Audiology, Inc, Arden Hills MN

Investigators

Abstract

DESCRIPTION (provided by applicant): This project seeks to develop an earphone for diagnostic audiometry with features that will significantly increase the efficiency and decrease the cost of routine hearing testing. The most-often used earphones emply a supra-aural design that has several undesirable characteristics, including 1) an "occlusion effect", an artificial increase in sensitivity to bone-conducted stimuli; 2) poor ambient noise exclusion; 3) excessive transcranial conduction of sound; 4) high inter-subject variability in sound pressures delivered to human ears; and 5) poor comfort. The occlusion effect necessitates that the test ear be uncovered during bone conduction testing. This requires that the tester change the transducer arrangement several times during pure tone testing. In manual testing, this requirement can add several minutes to the test time. For automated testing, the need to reposition transducers several times during the test is unacceptable because it is counterproductive to the goal of reducing personnel costs., The poor ambient noise exclusion requires that testing be performed in expensive sound rooms. The excessive transcranial conduction of sound results in errors associated with responses by the non-test ear that cannot always be eliminated by masking noise. The inter-subject variability results increases the variance associated with threshold measures. The poor comfort limits the time that some patients will participate in the test. Other earphones are available that address some, but not all, of these problems.

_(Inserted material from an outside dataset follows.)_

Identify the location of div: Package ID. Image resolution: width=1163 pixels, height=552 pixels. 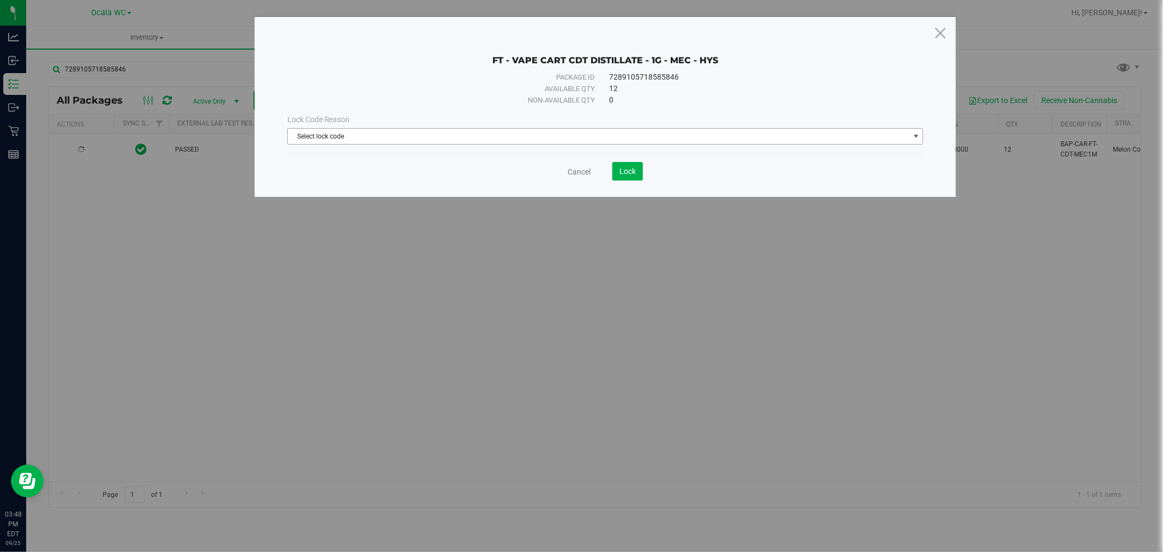
(455, 77).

In this project, an earphone will be developed that 1) minimizes the occlusion effect permitting the entire pure tone hearing test to be conducted with a single transducer arrangement and facilitating automated test methods; 2) increases ambient noise exclusion, eliminating (in many environments) the need for sound-attenuating rooms; 3) decreases transcranial conduction of sound resulting in fewer errors associated with responses of the non-test ear; 4) decreases inter-subject variability; and 5) increases comfort. In addition to meeting these goals, the earphone must have a frequency response that is similar to other audiometric earphones to avoid significant changes in the frequency content of stimuli used for speech tests.